The pattern: how gender and attainment changed
In many countries girls once lagged behind, but now out-perform boys at most levels — and explaining WHY is the heart of this subtopic.
The starting point examiners expect you to know is the pattern of gender and attainment, and how it has changed over time.
- In the past, girls often under-achieved relative to boys, especially at higher levels. Education was geared towards boys, and girls were socialised to expect domestic and family roles rather than careers.
- Today, in many countries, girls out-perform boys at most levels of education — they tend to gain better results in most subjects and are more likely to stay in education longer. This is one of the most striking reversals in the sociology of education.

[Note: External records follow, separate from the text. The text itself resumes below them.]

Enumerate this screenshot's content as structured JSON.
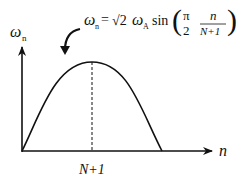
{
  "diagram": {
    "type": "dispersion-curve",
    "y_axis_label": {
      "symbol": "ω",
      "subscript": "n"
    },
    "x_axis_label": "n",
    "peak_tick_label": "N+1",
    "formula": {
      "lhs_symbol": "ω",
      "lhs_subscript": "n",
      "equals": "=",
      "sqrt_symbol": "√2",
      "omega": "ω",
      "omega_subscript": "A",
      "func": "sin",
      "frac1_num": "π",
      "frac1_den": "2",
      "frac2_num": "n",
      "frac2_den": "N+1"
    },
    "colors": {
      "stroke": "#111111",
      "background": "#ffffff"
    }
  }
}
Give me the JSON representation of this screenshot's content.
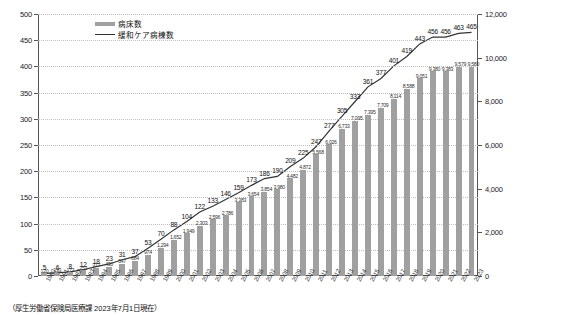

Why this matters for the exam: a description of the pattern is only the start. The real marks come from explaining the change — and the explanations split into two big groups:
- External (outside-school) factors — wider social changes such as feminism, women's employment and changing expectations.
- Internal (in-school) factors — changes inside schools such as equal-opportunity policies, coursework and teacher attention.
A vital qualification: girls' overall improvement does not mean gender inequality has disappeared. Two things remain true:
- Subject choice is still strongly gendered (more on this later) — girls and boys still tend to choose different subjects.
- Social class still cuts across gender. A working-class girl may still do worse than a middle-class boy. Gender is one factor among several (class, ethnicity), and answers that treat gender in isolation miss this.
- Historically girls under-achieved; today, in many countries, girls out-perform boys at most levels.
- Explanations divide into EXTERNAL (outside-school) and INTERNAL (in-school) factors.
- Girls' rise has NOT ended gendered subject choice.
- Class still cuts across gender — never treat gender in isolation.